Jeff Beck
Even if you've never heard of The Yardbirds, you're probably at least a little familiar with some of their former members. You know, guys like Eric Clapton, international superstar, and Jimmy Page, who went on to start Led Zeppelin. And then there's Jeff Beck.
On June 24, 1944, Geoffrey Arnold Beck was born in Greater London, UK. From an early age, Jeff showed a deep interest in music, singing with the church choir from age 10, but his greater love was the guitar. After learning to play on a friend's guitar, Beck tried several times to build his own, using cigar boxes, fence posts, bolts and wires to construct odd instruments that probably didn't produce the best sound. But where the sound quality might have been lacking, Beck more than made up for it with ingenuity and innovation.

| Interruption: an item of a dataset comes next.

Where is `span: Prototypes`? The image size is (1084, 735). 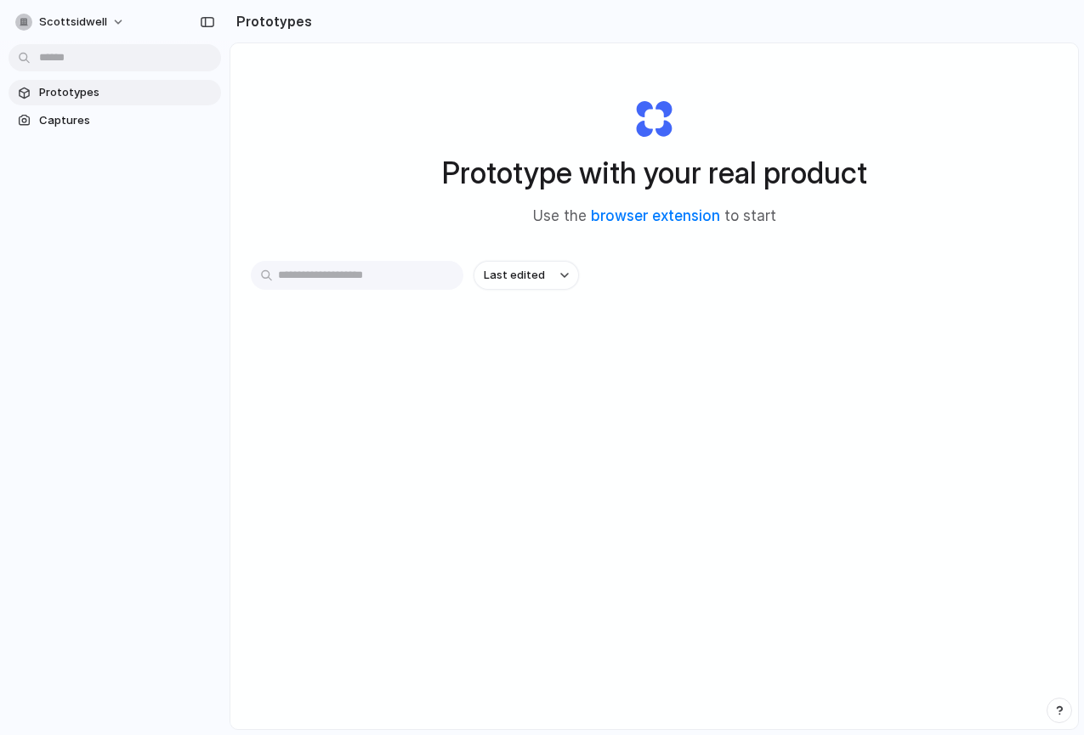
span: Prototypes is located at coordinates (127, 93).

Which might help explain why he's considered one of the greatest, most influential guitarists of all time. Hovering somewhere near the ranks of Jimi Hendrix and B.B. King, Jeff Beck built a career on exploring and inventing new techniques. He invented the use of feedback and distortion in his playing, as well as many other techniques that are still influencing music today.

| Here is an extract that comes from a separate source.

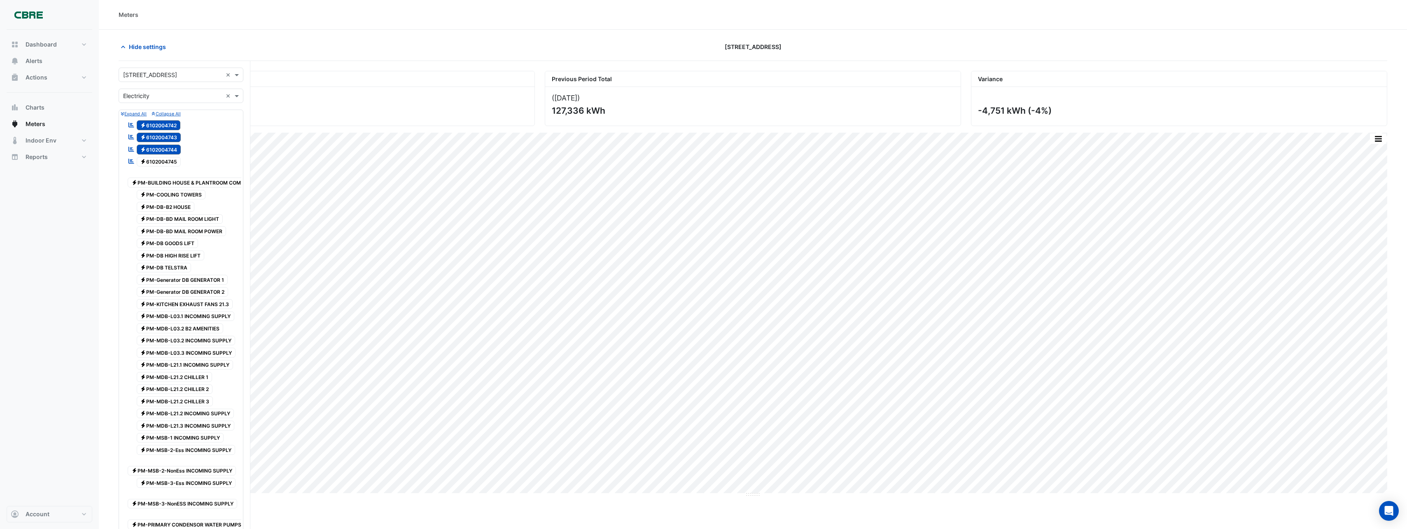  What do you see at coordinates (182, 231) in the screenshot?
I see `span: PM-DB-BD MAIL ROOM POWER` at bounding box center [182, 231].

Beck introduced many of these techniques in his brief stiint as a guitarist for The Yardbirds. Though he only played with the group for 18 months, the work that The Yardbirds released in this time is generally considered to be some of their best.
After leaving The Yardbirds, Beck started a new act called The Jeff Beck Group, featuring himself on lead guitar and a then unknown Rod Stewart on vocals. The 2 albums that The Jeff Beck Group produced, "Truth" and "Beck-Ola", were both critically acclaimed, and they are widely regarded as the inspiration for the heavy metal genre. In spite of their critical success, though, neither album was able to match the success of the newly formed Led Zeppelin, and The Jeff Beck Group broke up.

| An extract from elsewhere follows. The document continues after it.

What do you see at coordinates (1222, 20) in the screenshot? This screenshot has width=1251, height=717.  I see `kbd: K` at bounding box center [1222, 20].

After the break up, Beck had plans to work with Bogert and Appice, from Vanilla Fudge, but a car accident left him with debilitating injuries and he was unable to play for nearly a year. When they finally did produce an album, it was met with lukewarm reception, and Beck embarked on his solo career.
The span of Jeff Beck's solo career spans many different styles and genres of music, a fact that might help to explain his lack of superstar success. He did create some critical work in this time, though, including "There and Back", an album he produced with Jan Hammer.
Though the 80s and 90s were a time of sporadic musical ouput for Jeff Beck, due to hearing and health problems, Jeff remains present and relevant in the music world today. But then, for a man who has spent his entire career exploring, and sometimes inventing, different genres of music, from Memphis blues to heavy metal to jazz fusion, that should hardly be a surprise.